June 2000

Voting with Your Feet

by Cecil L. Bothwell III

The simple life we have created for ourselves is one of the primary reasons why campaign finance reform efforts fail and why special interests rule the nation. Your light switch, thermostat, automobile, supermarket, electric tools and electronic entertainment, shopping mall and mail order catalogues combine to make your life far simpler than it would otherwise be, and that entire structure of consumer society constantly transfers and focuses power.

Driving instead of walking, for example, is a choice with broad political implications. The machine itself must be manufactured, the fuel distilled and delivered, the road built and maintained, and rules, road signs, and traffic controls become necessary. Each component from resource extraction to showroom floor to gas pump to traffic cop with a whistle involves centralization of control and transfer of wealth. The huge capital investment necessary to build a modern industrial plant demands this financial concentration and, within a free market system, successful investment brings huge rewards. At the same time, organization of vehicular traffic requires a government (either public or private) empowered to make land-use decisions, regulatory laws, and provision for enforcement, all of which require fund raising in the form of fees and taxes (to say nothing of military excursions to preserve supply lines).

A foot path, on the other hand, creates itself through repeated use and persons meeting on a trail can normally pass each other in an ad hoc fashion that does not require third party intervention. Government at every level is inevitably influenced by wealthy individuals and organizations with both an incentive to manipulate policy decisions and the money and time (or the time of hired lobbyists) to do something about it. Whether the president is himself a wealthy capitalist like George Washington, or a commoner like Bill Clinton who artfully shmooozes with the super-rich, the bottom line has not changed. Power begets power. The only difference today is visibility. Back when decisions were made more entirely in smoke filled rooms there were no financial disclosure forms to reveal the machinations of the old boy networks. Today mass psychology is employed to sway votes with clever and expensive advertising ploys, which translates into high dollar campaigns backed by big players with deep pockets.

These are non-startling ideas, but would-be reformers might do well to keep them in mind, particularly in conjunction with a less commonplace observation: the capitalist free market tends to commodify opposition movements. As Eugene Linden commented in his prescient 1998 book The Future in Plain Sight, successfully challenging the system becomes virtually impossible if each challenge is converted into a marketing plan. Go ahead. Get a whole generation of young Americans to reject parental and governmental authority, openly violate draft and drug laws, wear outrageous clothing and hair styles, embrace communal life...and? And "Buy the record! the CD! the tie-dye! the book! See the made-for-TV-movie!" It doesn’t matter if your cause is "What Would Jesus Do?" or fashioning a sustainable culture, the hurdle is the same. The only way to reach enough people to make a difference is through the mass media, which means the mass market, which means you have lost the war before you begin the battle.

Abby Hoffman had it right when he wrote Steal This Book! The only hope for structural change lies in de-commodifying the revolution, but, naturally enough, book stores were not terribly excited about displaying that title. Every copy sold represented a failure, a conundrum that could make any ideologue wax suicidal.

To reclaim personal political power it is necessary to pull back from commodification. Gandhi walked in a plain robe, and ate rice when he wasn’t fasting. He did not hand his fate to others by making life easier for himself, and he changed the world.

The sage Massachusetts congressman, Tip O’Neil reminded us, "All politics is local." Exactly so! Chop wood. Carry water. Broom instead of blowing. Brown bag it instead of McLunching. Use less electricity. Make do. Use it up. Wear it out.

Self reliance is the antidote to disempowerment by consumerist simplicity. Vote with your feet, your hands, your mind.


• _What the task requires_
Down to the last line below, repeat the entries word for word and drop the pictures.

━━━━━ Source information

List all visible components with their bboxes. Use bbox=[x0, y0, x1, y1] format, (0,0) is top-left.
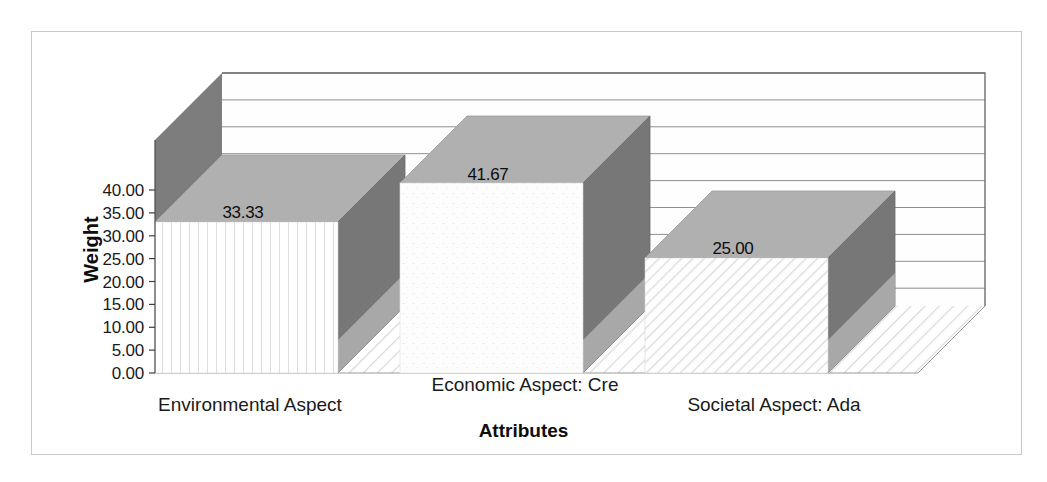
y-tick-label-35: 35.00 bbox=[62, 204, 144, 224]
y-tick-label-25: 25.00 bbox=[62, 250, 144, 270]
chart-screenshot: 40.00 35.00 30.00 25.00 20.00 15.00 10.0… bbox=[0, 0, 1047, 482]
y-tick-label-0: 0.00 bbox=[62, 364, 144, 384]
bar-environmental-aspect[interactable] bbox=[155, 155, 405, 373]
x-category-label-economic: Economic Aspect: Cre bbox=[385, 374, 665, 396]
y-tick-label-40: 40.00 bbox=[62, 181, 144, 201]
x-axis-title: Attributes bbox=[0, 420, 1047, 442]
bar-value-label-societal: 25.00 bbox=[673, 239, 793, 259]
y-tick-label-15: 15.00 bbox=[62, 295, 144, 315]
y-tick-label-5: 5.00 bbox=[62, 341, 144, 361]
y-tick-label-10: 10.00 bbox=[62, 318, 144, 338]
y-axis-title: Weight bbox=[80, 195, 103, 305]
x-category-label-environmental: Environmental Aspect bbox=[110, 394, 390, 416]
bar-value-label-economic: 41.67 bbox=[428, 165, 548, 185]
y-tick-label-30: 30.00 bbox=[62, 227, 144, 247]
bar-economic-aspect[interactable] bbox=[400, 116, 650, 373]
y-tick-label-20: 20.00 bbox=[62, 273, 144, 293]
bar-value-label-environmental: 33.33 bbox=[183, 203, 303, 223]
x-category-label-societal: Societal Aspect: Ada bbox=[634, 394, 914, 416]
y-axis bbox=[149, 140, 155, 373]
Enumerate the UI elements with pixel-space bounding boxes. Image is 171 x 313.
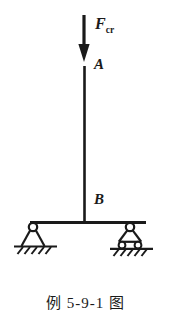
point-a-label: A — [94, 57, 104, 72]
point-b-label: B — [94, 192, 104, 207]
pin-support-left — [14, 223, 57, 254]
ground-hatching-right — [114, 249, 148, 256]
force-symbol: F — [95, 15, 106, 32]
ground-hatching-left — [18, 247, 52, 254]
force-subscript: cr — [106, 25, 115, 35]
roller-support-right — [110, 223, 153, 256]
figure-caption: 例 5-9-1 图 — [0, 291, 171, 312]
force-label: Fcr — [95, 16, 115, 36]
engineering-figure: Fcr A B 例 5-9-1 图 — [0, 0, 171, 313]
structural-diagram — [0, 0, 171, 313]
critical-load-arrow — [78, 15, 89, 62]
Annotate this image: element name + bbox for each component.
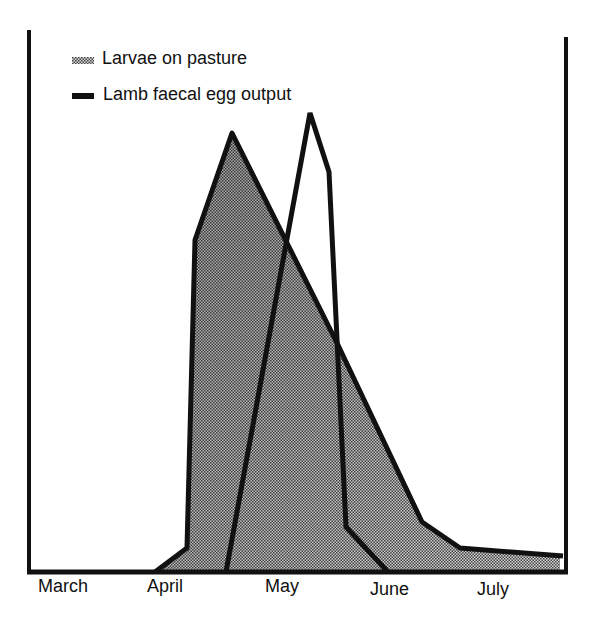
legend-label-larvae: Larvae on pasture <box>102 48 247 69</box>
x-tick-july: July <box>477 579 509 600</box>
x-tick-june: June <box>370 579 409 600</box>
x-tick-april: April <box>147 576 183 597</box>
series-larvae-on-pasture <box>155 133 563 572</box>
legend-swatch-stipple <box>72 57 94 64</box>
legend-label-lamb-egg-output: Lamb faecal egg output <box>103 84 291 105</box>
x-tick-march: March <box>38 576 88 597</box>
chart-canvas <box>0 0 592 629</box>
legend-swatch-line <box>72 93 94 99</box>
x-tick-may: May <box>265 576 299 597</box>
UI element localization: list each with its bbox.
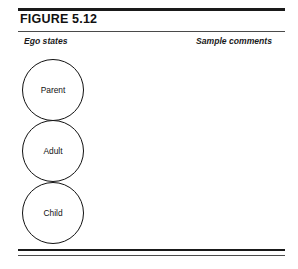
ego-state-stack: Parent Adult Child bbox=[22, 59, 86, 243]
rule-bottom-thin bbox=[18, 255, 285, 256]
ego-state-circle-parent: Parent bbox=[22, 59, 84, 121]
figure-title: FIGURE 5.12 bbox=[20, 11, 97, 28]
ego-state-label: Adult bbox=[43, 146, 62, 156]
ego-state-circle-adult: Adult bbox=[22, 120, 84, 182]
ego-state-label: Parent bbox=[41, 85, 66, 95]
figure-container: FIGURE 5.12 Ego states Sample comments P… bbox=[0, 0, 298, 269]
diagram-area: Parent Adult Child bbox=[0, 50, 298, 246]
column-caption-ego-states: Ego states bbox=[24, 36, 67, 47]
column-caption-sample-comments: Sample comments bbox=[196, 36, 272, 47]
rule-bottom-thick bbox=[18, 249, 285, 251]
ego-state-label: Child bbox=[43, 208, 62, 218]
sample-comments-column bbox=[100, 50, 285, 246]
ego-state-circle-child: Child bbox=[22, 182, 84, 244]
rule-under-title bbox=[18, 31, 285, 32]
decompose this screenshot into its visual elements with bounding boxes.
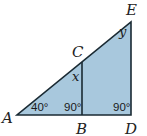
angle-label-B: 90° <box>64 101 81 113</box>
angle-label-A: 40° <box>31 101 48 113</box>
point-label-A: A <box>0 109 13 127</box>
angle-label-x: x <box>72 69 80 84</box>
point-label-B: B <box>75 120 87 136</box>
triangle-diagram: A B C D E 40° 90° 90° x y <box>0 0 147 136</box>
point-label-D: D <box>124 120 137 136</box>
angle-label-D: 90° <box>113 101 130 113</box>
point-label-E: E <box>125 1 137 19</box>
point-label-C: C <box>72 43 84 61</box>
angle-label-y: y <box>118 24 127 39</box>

━━━━━━━━━━

• _Output of the exercise_
List all visible components with their bboxes. Use bbox=[x0, y0, x1, y1] format, (0,0) is top-left.
y-tick-label-35: 35.00 bbox=[62, 204, 144, 224]
y-tick-label-25: 25.00 bbox=[62, 250, 144, 270]
chart-screenshot: 40.00 35.00 30.00 25.00 20.00 15.00 10.0… bbox=[0, 0, 1047, 482]
y-tick-label-0: 0.00 bbox=[62, 364, 144, 384]
bar-environmental-aspect[interactable] bbox=[155, 155, 405, 373]
x-category-label-economic: Economic Aspect: Cre bbox=[385, 374, 665, 396]
y-tick-label-40: 40.00 bbox=[62, 181, 144, 201]
x-axis-title: Attributes bbox=[0, 420, 1047, 442]
bar-value-label-societal: 25.00 bbox=[673, 239, 793, 259]
y-tick-label-15: 15.00 bbox=[62, 295, 144, 315]
y-tick-label-5: 5.00 bbox=[62, 341, 144, 361]
y-tick-label-10: 10.00 bbox=[62, 318, 144, 338]
y-axis-title: Weight bbox=[80, 195, 103, 305]
x-category-label-environmental: Environmental Aspect bbox=[110, 394, 390, 416]
bar-value-label-economic: 41.67 bbox=[428, 165, 548, 185]
y-tick-label-30: 30.00 bbox=[62, 227, 144, 247]
bar-economic-aspect[interactable] bbox=[400, 116, 650, 373]
y-tick-label-20: 20.00 bbox=[62, 273, 144, 293]
bar-value-label-environmental: 33.33 bbox=[183, 203, 303, 223]
x-category-label-societal: Societal Aspect: Ada bbox=[634, 394, 914, 416]
y-axis bbox=[149, 140, 155, 373]
Enumerate the UI elements with pixel-space bounding boxes. Image is 171 x 313.
point-a-label: A — [94, 57, 104, 72]
point-b-label: B — [94, 192, 104, 207]
pin-support-left — [14, 223, 57, 254]
ground-hatching-right — [114, 249, 148, 256]
force-symbol: F — [95, 15, 106, 32]
ground-hatching-left — [18, 247, 52, 254]
force-subscript: cr — [106, 25, 115, 35]
roller-support-right — [110, 223, 153, 256]
figure-caption: 例 5-9-1 图 — [0, 291, 171, 312]
force-label: Fcr — [95, 16, 115, 36]
engineering-figure: Fcr A B 例 5-9-1 图 — [0, 0, 171, 313]
structural-diagram — [0, 0, 171, 313]
critical-load-arrow — [78, 15, 89, 62]
Annotate this image: element name + bbox for each component.
legend-label-larvae: Larvae on pasture <box>102 48 247 69</box>
x-tick-july: July <box>477 579 509 600</box>
x-tick-june: June <box>370 579 409 600</box>
x-tick-april: April <box>147 576 183 597</box>
series-larvae-on-pasture <box>155 133 563 572</box>
legend-swatch-stipple <box>72 57 94 64</box>
legend-label-lamb-egg-output: Lamb faecal egg output <box>103 84 291 105</box>
x-tick-march: March <box>38 576 88 597</box>
chart-canvas <box>0 0 592 629</box>
legend-swatch-line <box>72 93 94 99</box>
x-tick-may: May <box>265 576 299 597</box>
UI element localization: list each with its bbox.
ego-state-stack: Parent Adult Child bbox=[22, 59, 86, 243]
rule-bottom-thin bbox=[18, 255, 285, 256]
ego-state-circle-parent: Parent bbox=[22, 59, 84, 121]
figure-title: FIGURE 5.12 bbox=[20, 11, 97, 28]
ego-state-label: Adult bbox=[43, 146, 62, 156]
ego-state-circle-adult: Adult bbox=[22, 120, 84, 182]
ego-state-label: Parent bbox=[41, 85, 66, 95]
figure-container: FIGURE 5.12 Ego states Sample comments P… bbox=[0, 0, 298, 269]
diagram-area: Parent Adult Child bbox=[0, 50, 298, 246]
column-caption-ego-states: Ego states bbox=[24, 36, 67, 47]
column-caption-sample-comments: Sample comments bbox=[196, 36, 272, 47]
rule-bottom-thick bbox=[18, 249, 285, 251]
ego-state-label: Child bbox=[43, 208, 62, 218]
sample-comments-column bbox=[100, 50, 285, 246]
ego-state-circle-child: Child bbox=[22, 182, 84, 244]
rule-under-title bbox=[18, 31, 285, 32]
decompose this screenshot into its visual elements with bounding boxes.
angle-label-B: 90° <box>64 101 81 113</box>
angle-label-A: 40° <box>31 101 48 113</box>
point-label-A: A <box>0 109 13 127</box>
angle-label-x: x <box>72 69 80 84</box>
point-label-B: B <box>75 120 87 136</box>
triangle-diagram: A B C D E 40° 90° 90° x y <box>0 0 147 136</box>
point-label-D: D <box>124 120 137 136</box>
angle-label-D: 90° <box>113 101 130 113</box>
point-label-E: E <box>125 1 137 19</box>
point-label-C: C <box>72 43 84 61</box>
angle-label-y: y <box>118 24 127 39</box>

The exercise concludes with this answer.